Wade paid $1.7 million in November 2003 for the 3,826-square-foot house in wealthy, seaside Del Mar, just north of San Diego. He put it back on the market soon after and eventually took a $700,000 loss when he resold it in October 2004. During that span, home prices in San Diego County rose an average of nearly 25 percent.
Meanwhile, Wade’s little-known company, Washington, D.C.-based MZM Inc., was increasing its federal contracting business. In 2004, MZM tripled its revenue and nearly quadrupled its staff, according to the company’s Web site.
Cunningham has also lived part-time on Wade’s boat, docked on the Potomac River.
The congressman is a member of the House Appropriations Defense Subcommittee and the Permanent Select Committee on Intelligence, both of which oversee the kind of classified intelligence work MZM does for the military.
The Defense Department halted orders this month on a five-year contract that provided MZM with $163 million of revenue over its first three years after the department’s inspector general found that it did not satisfy rules on competitiveness.
These could all be coincidences…
UPDATE: Jonathan Singer notes that “the Duke’s” voters are not happy.

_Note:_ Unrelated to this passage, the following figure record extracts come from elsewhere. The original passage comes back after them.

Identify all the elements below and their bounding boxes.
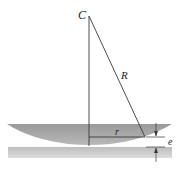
- label-gap-e: e: [168, 136, 173, 147]
- glass-plate: [8, 147, 172, 158]
- radius-R-line: [89, 16, 145, 137]
- newtons-rings-diagram: C R r e: [0, 0, 181, 172]
- label-radius-R: R: [120, 69, 128, 81]
- label-center-C: C: [78, 8, 87, 22]
- label-ring-radius-r: r: [115, 126, 119, 137]
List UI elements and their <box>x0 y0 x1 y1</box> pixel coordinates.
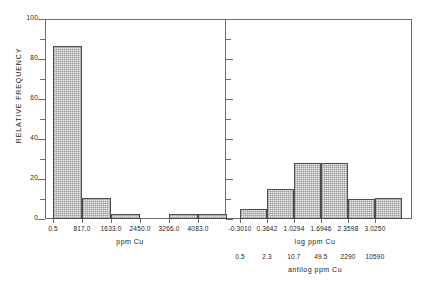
bar-right-1 <box>267 189 294 219</box>
left-x-axis-title: ppm Cu <box>105 237 155 246</box>
y-tick-mark <box>38 99 45 100</box>
x-tick-mark <box>240 219 241 223</box>
right-panel-bars <box>45 19 412 219</box>
histogram-figure: RELATIVE FREQUENCY 100 80 60 40 20 0 <box>0 0 430 286</box>
y-tick-label: 20 <box>14 175 38 182</box>
x-tick-mark <box>198 219 199 223</box>
y-tick-mark <box>38 19 45 20</box>
bar-right-4 <box>348 199 375 219</box>
bar-right-0 <box>240 209 267 219</box>
y-tick-mark <box>226 219 233 220</box>
x-tick-mark <box>375 219 376 223</box>
y-tick-label: 80 <box>14 55 38 62</box>
bar-right-5 <box>375 198 402 219</box>
y-tick-mark <box>38 219 45 220</box>
x-tick-mark <box>348 219 349 223</box>
x-tick-mark <box>140 219 141 223</box>
y-tick-mark <box>38 139 45 140</box>
x-tick-label-antilog: 10590 <box>353 253 397 261</box>
bar-right-3 <box>321 163 348 219</box>
y-tick-mark <box>38 179 45 180</box>
y-tick-mark <box>38 59 45 60</box>
x-tick-mark <box>53 219 54 223</box>
right-x-axis-secondary-title: antilog ppm Cu <box>275 265 355 274</box>
x-tick-mark <box>82 219 83 223</box>
y-tick-label: 40 <box>14 135 38 142</box>
x-tick-label: 3.0250 <box>353 225 397 233</box>
right-x-axis-title: log ppm Cu <box>282 237 348 246</box>
x-tick-mark <box>111 219 112 223</box>
y-tick-label: 0 <box>14 215 38 222</box>
x-tick-mark <box>169 219 170 223</box>
y-tick-label: 100 <box>14 15 38 22</box>
right-x-axis-labels: -0.3010 0.3642 1.0294 1.6946 2.3598 3.02… <box>0 225 430 235</box>
right-x-axis-secondary-labels: 0.5 2.3 10.7 49.5 2290 10590 <box>0 253 430 263</box>
x-tick-mark <box>267 219 268 223</box>
x-tick-mark <box>321 219 322 223</box>
bar-right-2 <box>294 163 321 219</box>
y-tick-label: 60 <box>14 95 38 102</box>
x-tick-mark <box>294 219 295 223</box>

Joe Gandelman is a former fulltime journalist who freelanced in India, Spain, Bangladesh and Cypress writing for publications such as the Christian Science Monitor and Newsweek. He also did radio reports from Madrid for NPR’s All Things Considered. He has worked on two U.S. newspapers and quit the news biz in 1990 to go into entertainment. He also has written for The Week and several online publications, did a column for Cagle Cartoons Syndicate and has appeared on CNN.